On December 6, addressing the Second Annual Police Assisted Addiction and Recovery Initiative National Law Enforcement Summit in Boston, U.S. Surgeon General Jerome Adams called for a new approach to the nation’s drug policy, including rescheduling marijuana so that it may be more easily researched.

“Our scheduling system is functioning, but not as ideally as it could. We have to continue to evolve,” said the federal government’s head doctor. “Just as we need to look at criminal justice laws, rules and regulations, we need to look at health laws, rules and regulations, and that includes the scheduling system.” Regarding marijuana in particular, Adams said: “I’ll take it somewhere else…one of the concerns that I have with marijuana is the difficulty that the folks have to do research on it, because of the scheduling system.”

This statement, and the lack of notice or controversy that has arisen from it, represents a remarkable change. While previous surgeons general have said that marijuana could be researched more or that it may have medical benefit, Adams’ statement, which has not been contradicted by the president or another administration official, indicates that rescheduling marijuana at the federal level is no longer a political impossibility.

The CSA Schedule

Until 1970, there was no one law classifying all the drugs that the federal government considered illegal or so dangerous as to be subject to criminal law. With passage of the Controlled Substance Act (CSA), the government created a classification system (or list or schedule) for these drugs. There are five schedules, with Schedule 1 being the most restrictive. As a Schedule 1 drug, marijuana is classified as having “no currently accepted medical use and a high potential for abuse.” It shares this classification with heroin, LSD, ecstasy, and peyote.

Schedule 2 drugs are classified as having great potential for abuse and dependence. These include Vicodin, Demerol, OxyContin, fentanyl, Adderall, Ritalin, methamphetamine, morphine, and cocaine. Ketamine is a Schedule 3 drug, and Xanax Schedule 4.

While it may seem absurd to classify meth, fentanyl, opioids, and cocaine as having less potential for abuse than marijuana, that has been the federal government’s position since 1970. Court challenges to this classification, which began soon after it was enacted, were met with stonewalling, including refusals to follow court orders to support the scheduling system with research (which is required under the CSA) and to reschedule marijuana as a result of research. As late as 1996, for example, General Barry McCaffrey, then the federal drug policy director, opposed medical legalization in California, saying: “There is not a shred of evidence that shows that smoked marijuana is useful or needed” and that medical legalization posed “a serious threat to the effectiveness of drug enforcement and prevention.” In 2016, while Barack Obama was president, the head of the DEA claimed that the classification of marijuana as a Schedule 1 drug was based on science and that its use was neither safe nor effective treatment for any medical condition.

While President Donald Trump has made offhand remarks favoring a relaxation of federal law regarding marijuana, his former attorney general, Jeff Sessions, was opposed to rescheduling marijuana. In addition, the Trump administration was found to be employing a secret task force, the Marijuana Policy Coordination Committee, whose mission was to find the “negative trends” of state legalization and the “threats” that legalization posed to the country. The Trump administration thus cannot be classified as being unequivocal on the topic of rescheduling marijuana. Nevertheless, the surgeon general’s remarks, and the lack of their subsequent contradiction by his superiors in the Trump administration, are remarkable and promising.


YOUR OBJECTIVE >> Among the entries below, tally each line where the word "will" appears and state only the total.

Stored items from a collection
________________________________________
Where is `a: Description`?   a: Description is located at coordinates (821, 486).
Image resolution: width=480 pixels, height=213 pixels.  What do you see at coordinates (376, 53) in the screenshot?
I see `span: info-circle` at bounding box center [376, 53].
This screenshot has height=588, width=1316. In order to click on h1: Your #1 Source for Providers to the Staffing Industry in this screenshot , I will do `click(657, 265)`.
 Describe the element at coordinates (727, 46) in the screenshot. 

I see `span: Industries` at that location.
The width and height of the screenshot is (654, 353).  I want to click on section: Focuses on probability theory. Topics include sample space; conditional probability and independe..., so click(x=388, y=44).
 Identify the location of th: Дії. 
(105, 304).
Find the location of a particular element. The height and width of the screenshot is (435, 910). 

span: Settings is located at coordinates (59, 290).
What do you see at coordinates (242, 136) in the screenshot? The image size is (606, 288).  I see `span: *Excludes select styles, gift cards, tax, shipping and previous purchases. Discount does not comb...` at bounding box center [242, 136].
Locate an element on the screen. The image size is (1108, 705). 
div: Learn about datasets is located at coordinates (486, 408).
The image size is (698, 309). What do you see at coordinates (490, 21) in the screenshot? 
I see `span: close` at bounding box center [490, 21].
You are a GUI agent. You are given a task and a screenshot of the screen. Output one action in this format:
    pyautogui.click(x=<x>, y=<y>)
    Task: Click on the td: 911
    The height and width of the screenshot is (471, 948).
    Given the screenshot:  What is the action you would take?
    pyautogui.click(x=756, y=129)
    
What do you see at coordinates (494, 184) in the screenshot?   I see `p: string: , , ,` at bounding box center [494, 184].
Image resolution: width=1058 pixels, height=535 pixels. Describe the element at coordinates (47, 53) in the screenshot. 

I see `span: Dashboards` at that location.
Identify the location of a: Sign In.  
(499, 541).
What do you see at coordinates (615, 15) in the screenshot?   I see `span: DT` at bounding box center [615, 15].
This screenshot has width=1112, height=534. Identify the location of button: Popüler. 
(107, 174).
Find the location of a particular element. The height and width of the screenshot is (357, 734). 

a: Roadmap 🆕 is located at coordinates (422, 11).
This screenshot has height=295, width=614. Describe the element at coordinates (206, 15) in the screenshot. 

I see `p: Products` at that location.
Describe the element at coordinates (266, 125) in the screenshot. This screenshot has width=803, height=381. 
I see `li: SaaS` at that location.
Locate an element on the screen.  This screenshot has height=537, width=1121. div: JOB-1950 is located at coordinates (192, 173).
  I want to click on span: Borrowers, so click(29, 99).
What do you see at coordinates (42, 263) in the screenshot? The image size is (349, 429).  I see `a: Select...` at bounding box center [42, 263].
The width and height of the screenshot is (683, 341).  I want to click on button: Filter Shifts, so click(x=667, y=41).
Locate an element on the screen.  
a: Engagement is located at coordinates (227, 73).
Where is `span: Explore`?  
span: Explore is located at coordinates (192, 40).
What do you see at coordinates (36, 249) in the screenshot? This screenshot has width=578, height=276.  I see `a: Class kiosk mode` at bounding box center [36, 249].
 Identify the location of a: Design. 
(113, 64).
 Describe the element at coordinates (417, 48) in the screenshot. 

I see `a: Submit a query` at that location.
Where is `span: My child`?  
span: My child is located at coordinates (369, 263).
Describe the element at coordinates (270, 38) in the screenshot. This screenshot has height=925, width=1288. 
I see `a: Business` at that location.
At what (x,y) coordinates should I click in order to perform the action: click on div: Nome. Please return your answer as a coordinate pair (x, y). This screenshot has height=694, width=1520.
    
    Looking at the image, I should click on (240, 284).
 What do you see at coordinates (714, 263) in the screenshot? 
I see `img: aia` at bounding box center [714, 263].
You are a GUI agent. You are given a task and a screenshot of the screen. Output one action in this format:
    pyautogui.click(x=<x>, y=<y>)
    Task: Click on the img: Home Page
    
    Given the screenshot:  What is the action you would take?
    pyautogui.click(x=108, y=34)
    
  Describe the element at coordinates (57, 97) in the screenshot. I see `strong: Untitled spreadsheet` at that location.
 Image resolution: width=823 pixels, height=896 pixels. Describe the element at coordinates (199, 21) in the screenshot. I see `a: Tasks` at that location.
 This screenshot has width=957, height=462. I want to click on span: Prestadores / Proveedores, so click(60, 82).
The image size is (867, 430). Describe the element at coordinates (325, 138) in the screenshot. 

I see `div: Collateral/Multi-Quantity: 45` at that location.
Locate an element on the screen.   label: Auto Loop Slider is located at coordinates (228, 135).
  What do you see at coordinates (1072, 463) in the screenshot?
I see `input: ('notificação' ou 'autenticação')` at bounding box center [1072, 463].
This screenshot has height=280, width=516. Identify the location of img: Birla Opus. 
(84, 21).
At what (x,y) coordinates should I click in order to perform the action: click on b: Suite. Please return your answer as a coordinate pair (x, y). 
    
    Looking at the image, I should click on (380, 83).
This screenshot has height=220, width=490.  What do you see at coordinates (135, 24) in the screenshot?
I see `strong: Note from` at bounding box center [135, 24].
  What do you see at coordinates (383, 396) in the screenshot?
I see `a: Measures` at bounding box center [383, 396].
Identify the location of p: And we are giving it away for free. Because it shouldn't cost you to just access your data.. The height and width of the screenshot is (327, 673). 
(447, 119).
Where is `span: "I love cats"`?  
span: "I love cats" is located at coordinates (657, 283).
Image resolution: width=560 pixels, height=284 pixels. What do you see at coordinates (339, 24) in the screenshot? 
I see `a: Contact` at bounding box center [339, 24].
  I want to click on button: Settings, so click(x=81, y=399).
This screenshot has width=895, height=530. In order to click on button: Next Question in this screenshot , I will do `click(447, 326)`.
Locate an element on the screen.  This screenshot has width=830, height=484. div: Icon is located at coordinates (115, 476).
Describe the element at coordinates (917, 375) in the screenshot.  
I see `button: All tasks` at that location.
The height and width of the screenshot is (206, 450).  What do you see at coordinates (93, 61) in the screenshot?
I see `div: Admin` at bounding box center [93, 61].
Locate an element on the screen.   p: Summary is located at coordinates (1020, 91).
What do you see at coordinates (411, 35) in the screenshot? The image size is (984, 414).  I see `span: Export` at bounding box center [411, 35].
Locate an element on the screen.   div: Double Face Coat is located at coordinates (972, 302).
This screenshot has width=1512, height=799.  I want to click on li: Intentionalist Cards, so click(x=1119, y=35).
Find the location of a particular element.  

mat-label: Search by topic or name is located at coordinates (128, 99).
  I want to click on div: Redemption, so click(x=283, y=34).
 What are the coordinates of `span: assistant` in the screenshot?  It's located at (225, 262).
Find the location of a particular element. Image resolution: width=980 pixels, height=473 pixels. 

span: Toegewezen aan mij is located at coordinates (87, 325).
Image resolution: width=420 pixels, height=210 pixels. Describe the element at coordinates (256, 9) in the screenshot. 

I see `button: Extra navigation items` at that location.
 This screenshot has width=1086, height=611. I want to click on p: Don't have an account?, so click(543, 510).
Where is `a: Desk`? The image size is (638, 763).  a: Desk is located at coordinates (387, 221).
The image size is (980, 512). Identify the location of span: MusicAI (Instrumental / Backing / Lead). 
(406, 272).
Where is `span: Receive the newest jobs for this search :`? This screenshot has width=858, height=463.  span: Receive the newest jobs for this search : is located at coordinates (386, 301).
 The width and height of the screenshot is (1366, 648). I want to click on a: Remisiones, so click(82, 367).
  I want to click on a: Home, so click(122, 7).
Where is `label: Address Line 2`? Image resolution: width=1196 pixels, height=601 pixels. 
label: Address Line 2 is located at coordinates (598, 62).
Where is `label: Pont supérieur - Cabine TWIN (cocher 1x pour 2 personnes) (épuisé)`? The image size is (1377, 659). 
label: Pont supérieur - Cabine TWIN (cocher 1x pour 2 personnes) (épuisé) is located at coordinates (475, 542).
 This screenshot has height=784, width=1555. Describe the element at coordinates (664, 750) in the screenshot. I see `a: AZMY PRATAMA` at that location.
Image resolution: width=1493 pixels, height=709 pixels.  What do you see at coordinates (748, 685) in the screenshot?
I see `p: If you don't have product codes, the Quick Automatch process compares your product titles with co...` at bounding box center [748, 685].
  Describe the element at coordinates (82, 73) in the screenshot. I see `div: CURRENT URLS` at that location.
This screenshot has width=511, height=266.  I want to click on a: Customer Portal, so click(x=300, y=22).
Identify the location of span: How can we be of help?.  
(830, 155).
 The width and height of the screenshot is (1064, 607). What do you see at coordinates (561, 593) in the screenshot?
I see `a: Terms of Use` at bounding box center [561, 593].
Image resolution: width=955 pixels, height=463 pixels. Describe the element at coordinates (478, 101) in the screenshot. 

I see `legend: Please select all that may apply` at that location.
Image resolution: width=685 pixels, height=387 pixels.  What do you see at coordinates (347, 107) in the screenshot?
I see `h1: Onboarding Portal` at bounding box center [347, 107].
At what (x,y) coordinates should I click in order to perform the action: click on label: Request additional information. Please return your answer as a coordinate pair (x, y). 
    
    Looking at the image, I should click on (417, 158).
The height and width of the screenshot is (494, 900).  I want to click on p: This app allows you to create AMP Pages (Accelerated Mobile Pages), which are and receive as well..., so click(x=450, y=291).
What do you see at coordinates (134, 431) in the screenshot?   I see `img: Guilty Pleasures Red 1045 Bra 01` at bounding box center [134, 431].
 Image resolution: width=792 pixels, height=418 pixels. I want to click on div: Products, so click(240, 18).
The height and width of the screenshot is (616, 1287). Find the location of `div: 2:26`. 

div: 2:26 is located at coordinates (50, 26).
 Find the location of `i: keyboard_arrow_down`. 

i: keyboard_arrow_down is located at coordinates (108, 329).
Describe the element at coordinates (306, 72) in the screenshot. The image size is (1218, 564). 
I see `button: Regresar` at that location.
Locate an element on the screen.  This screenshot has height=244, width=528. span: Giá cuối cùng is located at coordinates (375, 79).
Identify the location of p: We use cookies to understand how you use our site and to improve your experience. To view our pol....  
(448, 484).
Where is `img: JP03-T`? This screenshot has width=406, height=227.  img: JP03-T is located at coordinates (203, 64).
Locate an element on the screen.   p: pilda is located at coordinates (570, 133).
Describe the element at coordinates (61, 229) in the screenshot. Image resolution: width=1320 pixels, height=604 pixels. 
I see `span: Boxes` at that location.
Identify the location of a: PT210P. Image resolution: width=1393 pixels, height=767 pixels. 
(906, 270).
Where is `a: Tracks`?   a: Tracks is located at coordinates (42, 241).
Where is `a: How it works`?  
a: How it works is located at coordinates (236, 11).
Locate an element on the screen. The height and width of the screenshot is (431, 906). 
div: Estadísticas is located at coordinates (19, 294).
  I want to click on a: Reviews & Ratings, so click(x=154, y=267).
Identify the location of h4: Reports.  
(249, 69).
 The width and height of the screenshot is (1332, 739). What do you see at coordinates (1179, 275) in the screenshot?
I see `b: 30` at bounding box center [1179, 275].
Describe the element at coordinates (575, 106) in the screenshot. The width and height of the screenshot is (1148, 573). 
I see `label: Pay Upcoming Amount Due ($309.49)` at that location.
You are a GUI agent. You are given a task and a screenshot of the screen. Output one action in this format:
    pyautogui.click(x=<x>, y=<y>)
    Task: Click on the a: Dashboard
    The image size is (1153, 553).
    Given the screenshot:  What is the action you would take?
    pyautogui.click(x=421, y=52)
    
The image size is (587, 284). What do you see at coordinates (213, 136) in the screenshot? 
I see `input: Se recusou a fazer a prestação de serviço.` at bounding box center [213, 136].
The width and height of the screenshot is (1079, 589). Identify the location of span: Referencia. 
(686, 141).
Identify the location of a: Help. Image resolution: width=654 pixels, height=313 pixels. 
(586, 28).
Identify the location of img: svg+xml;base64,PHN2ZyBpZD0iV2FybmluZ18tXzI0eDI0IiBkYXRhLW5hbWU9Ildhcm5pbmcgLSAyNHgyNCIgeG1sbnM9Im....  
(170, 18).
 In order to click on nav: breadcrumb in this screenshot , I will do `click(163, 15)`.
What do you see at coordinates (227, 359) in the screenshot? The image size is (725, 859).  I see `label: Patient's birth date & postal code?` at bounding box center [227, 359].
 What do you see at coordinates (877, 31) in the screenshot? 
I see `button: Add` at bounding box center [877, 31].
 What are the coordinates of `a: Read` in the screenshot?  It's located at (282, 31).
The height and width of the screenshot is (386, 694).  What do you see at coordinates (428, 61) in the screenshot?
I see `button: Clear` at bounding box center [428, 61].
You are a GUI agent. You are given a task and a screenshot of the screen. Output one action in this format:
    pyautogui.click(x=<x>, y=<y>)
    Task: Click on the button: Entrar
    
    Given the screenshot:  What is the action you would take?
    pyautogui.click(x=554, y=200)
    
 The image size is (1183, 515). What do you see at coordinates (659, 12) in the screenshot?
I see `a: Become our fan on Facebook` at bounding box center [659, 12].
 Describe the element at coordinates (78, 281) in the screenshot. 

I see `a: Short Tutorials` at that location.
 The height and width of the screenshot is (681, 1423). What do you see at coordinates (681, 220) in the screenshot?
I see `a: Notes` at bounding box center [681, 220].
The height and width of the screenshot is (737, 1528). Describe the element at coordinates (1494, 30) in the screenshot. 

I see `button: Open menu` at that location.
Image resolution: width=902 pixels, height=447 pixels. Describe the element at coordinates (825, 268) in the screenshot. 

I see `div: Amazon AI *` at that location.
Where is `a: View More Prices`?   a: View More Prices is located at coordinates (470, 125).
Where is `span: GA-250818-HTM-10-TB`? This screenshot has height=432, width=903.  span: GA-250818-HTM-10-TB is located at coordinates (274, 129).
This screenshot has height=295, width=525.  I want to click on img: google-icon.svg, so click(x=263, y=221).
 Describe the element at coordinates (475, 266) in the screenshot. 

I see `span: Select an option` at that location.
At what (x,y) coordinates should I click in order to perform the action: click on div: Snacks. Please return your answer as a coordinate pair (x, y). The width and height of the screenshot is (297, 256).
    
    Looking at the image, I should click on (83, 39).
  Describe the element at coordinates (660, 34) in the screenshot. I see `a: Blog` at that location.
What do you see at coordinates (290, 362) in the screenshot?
________________________________________
ANSWER TO THE EXERCISE >> 3